OSU Physics graduates and undergraduate students perform exceptionally well in the job market, with many joining high-tech companies in Oregon and Washington. Especially notable are the high numbers of Physics majors, MS and PhD students who have gotten jobs in Intel, often described as one of the toughest tech companies to interview for.
In 2013, 4 undergraduates and 3 PhD students from the Department of Physics received job offers from Hillsboro’s Intel headquarters. During 2011-2013, Intel employed 7 Physics graduates and 7 undergraduates.
This cohort includes the likes of River Wiedle whose research on thermal conductivity of thin films won him the College’s Outstanding Undergraduate Researcher award. He now works in Intel as a Manufacturing Technician. Whitney Shepherd, whose doctoral research focused on charge transport in semiconductor materials, is currently a process engineer at Intel.
Within the last two decades, more than two-dozen OSU physics alumni have taken up jobs at Intel.
“We think this is a testament to their excellent research experiences at all degree levels (all of our undergraduates write a senior thesis), and it shows that physics deserves its reputation as one of the careers with the lowest unemployment rate,” says Henri Jansen, former chair of the department.
Physics Professor Janet Tate attributes this positive trend to the unique undergraduate curriculum in the department.
“We are not training for a specific skill that they need but we are training people in the general skills that Intel needs,” says Tate, “that teach you to move quickly, be creative and acquire deep technical knowledge that can either be transferred or the ability to quickly acquire knowledge in a different field.”
A pioneer in undergraduate physics curriculum reform, the department revamped its curriculum seventeen years ago to give its students broader instruction in problem solving across the various sub-fields of physics: electromagnetism, quantum mechanics, materials, statistical physics. This has better prepared physics majors for applied careers and for competitive graduate programs.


» **TASK**
Only one stretch of the listing below is wanted. Give it again exactly, from the line with "What do you see at coordinates (894, 191)" through the line with "What do you see at coordinates (746, 562)".

» **DATA EXCERPTS**
- Opening Delimiter -

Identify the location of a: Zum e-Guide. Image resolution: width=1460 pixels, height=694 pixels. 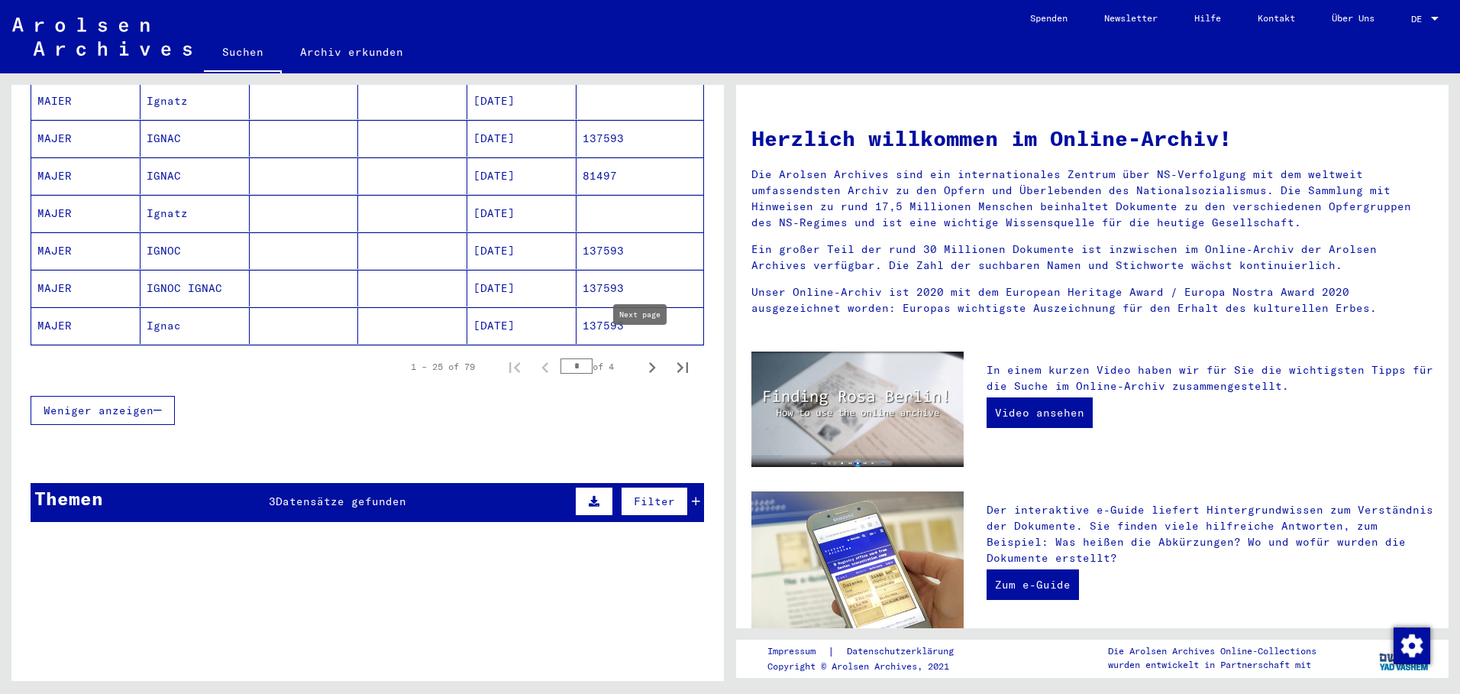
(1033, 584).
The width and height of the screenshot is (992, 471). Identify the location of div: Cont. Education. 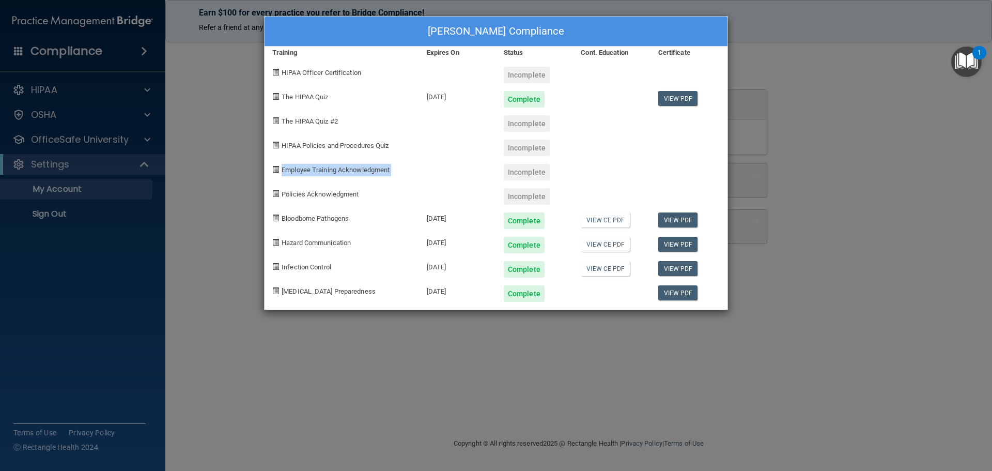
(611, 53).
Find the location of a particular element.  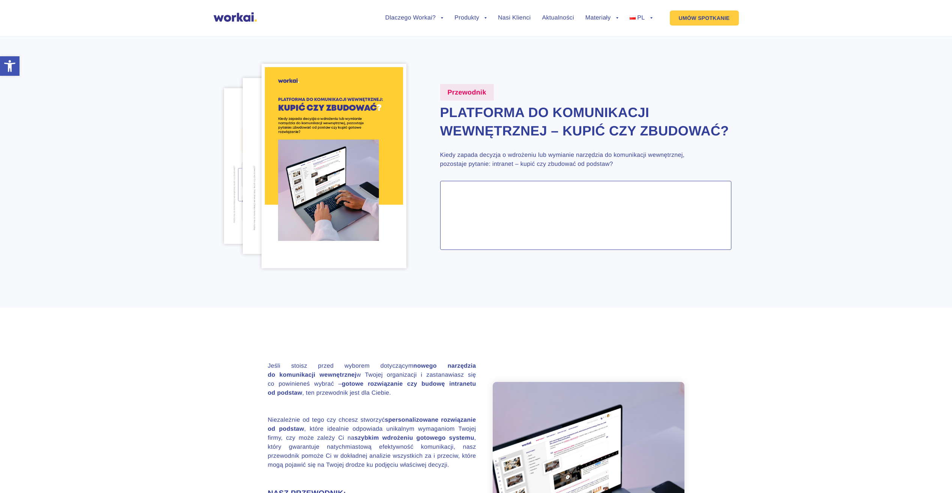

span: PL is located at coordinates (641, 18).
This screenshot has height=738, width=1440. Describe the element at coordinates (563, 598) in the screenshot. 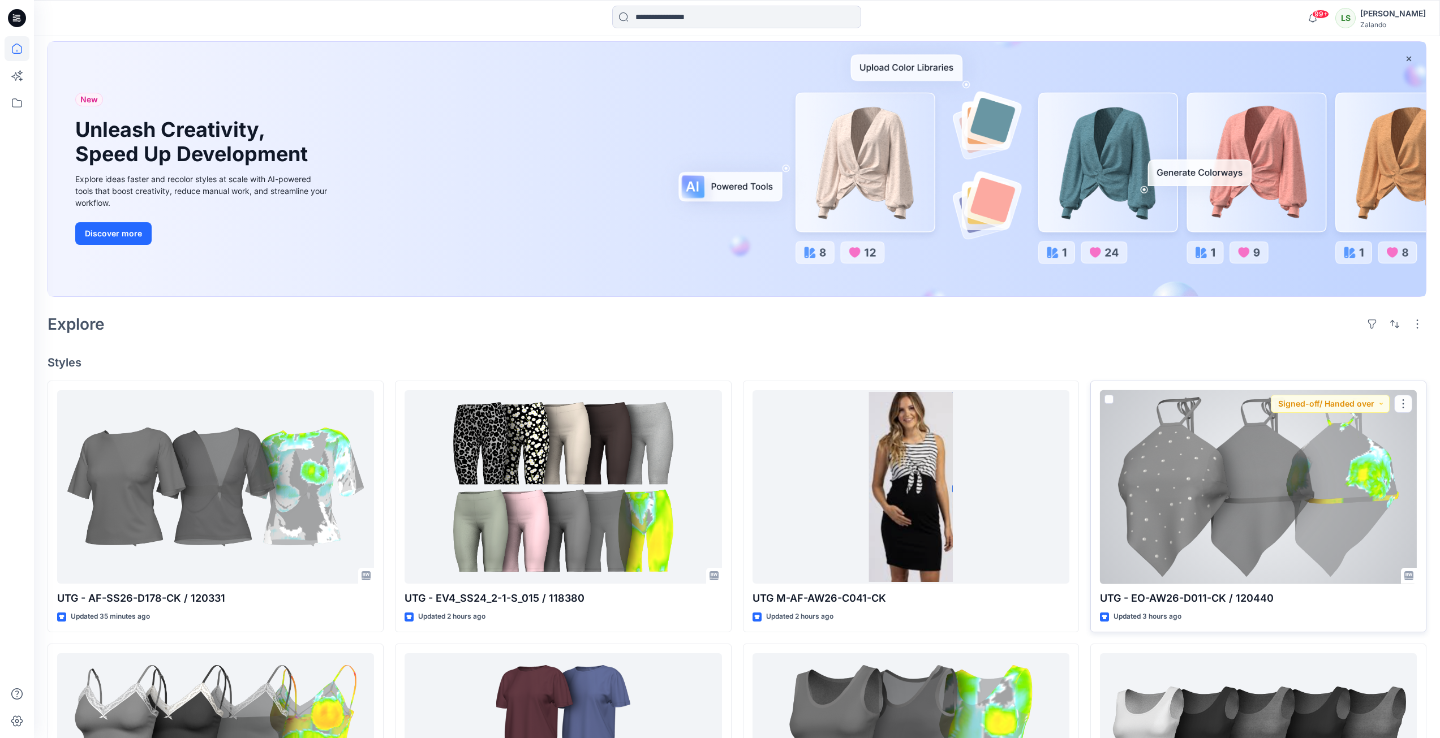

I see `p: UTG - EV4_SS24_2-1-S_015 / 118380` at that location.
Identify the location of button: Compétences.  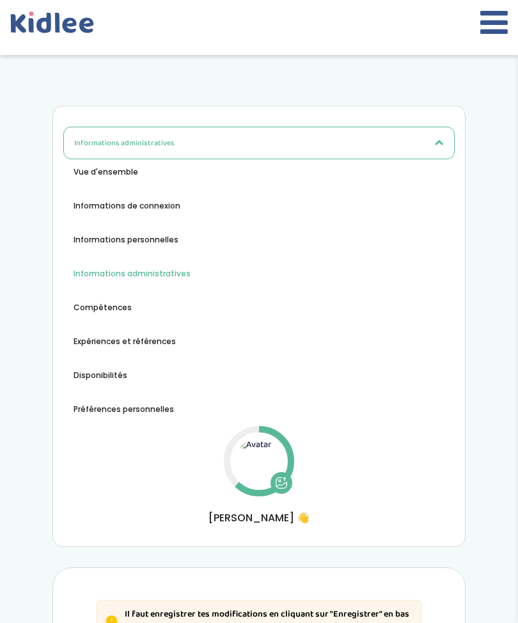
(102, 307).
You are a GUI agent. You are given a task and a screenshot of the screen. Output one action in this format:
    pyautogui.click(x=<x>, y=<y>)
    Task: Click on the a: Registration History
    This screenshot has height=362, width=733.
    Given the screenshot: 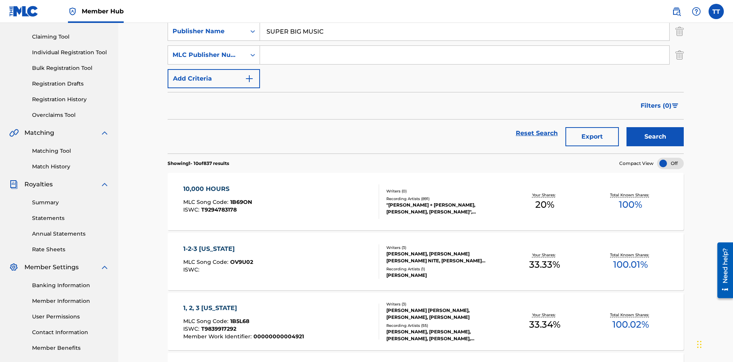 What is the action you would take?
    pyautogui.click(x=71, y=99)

- Closing Delimiter -
- Opening Delimiter -

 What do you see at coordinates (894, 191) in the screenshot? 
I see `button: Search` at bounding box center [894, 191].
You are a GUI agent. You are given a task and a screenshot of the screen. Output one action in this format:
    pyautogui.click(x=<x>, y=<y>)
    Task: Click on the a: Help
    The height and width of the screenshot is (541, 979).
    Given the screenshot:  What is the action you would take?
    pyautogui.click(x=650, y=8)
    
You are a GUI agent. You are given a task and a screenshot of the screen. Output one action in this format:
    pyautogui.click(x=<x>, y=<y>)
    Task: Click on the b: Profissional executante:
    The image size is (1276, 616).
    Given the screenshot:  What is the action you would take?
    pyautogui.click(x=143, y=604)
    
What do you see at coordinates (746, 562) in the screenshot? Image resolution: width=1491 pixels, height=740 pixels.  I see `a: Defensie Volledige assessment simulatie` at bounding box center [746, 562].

- Closing Delimiter -
- Opening Delimiter -

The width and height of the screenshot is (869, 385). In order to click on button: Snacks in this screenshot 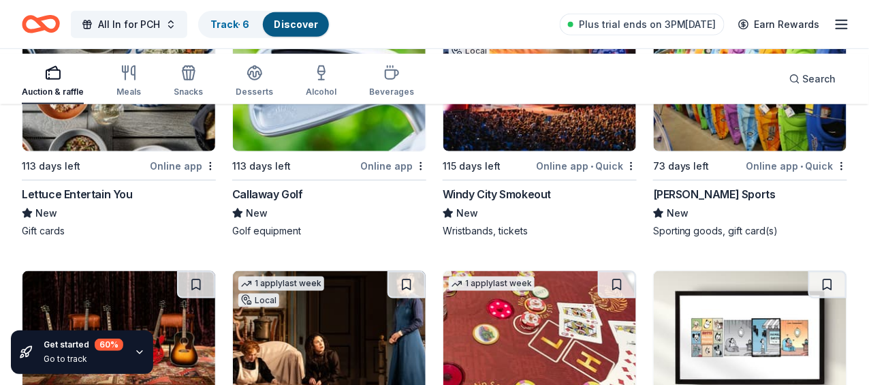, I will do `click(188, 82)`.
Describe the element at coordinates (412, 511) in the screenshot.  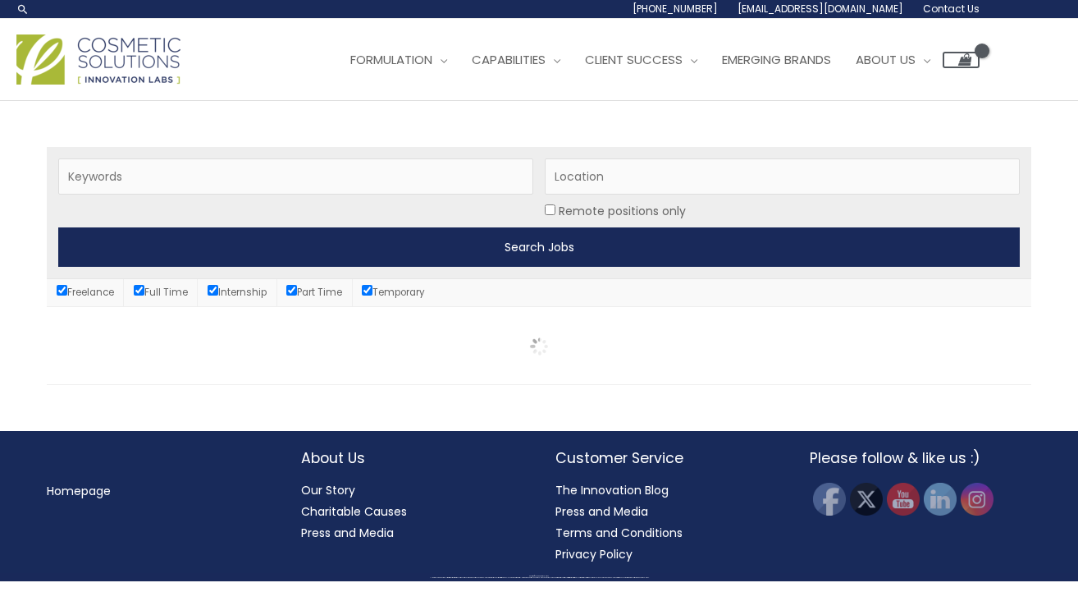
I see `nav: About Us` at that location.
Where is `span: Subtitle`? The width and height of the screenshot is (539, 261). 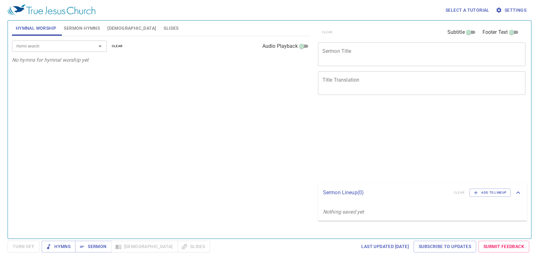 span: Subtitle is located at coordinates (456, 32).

- Closing Delimiter -

» **SOLUTION**
 What do you see at coordinates (894, 191) in the screenshot? 
I see `button: Search` at bounding box center [894, 191].
You are a GUI agent. You are given a task and a screenshot of the screen. Output one action in this format:
    pyautogui.click(x=<x>, y=<y>)
    Task: Click on the a: Help
    The height and width of the screenshot is (541, 979).
    Given the screenshot:  What is the action you would take?
    pyautogui.click(x=650, y=8)
    
You are a GUI agent. You are given a task and a screenshot of the screen. Output one action in this format:
    pyautogui.click(x=<x>, y=<y>)
    Task: Click on the b: Profissional executante:
    The image size is (1276, 616).
    Given the screenshot:  What is the action you would take?
    pyautogui.click(x=143, y=604)
    
What do you see at coordinates (746, 562) in the screenshot? Image resolution: width=1491 pixels, height=740 pixels.  I see `a: Defensie Volledige assessment simulatie` at bounding box center [746, 562].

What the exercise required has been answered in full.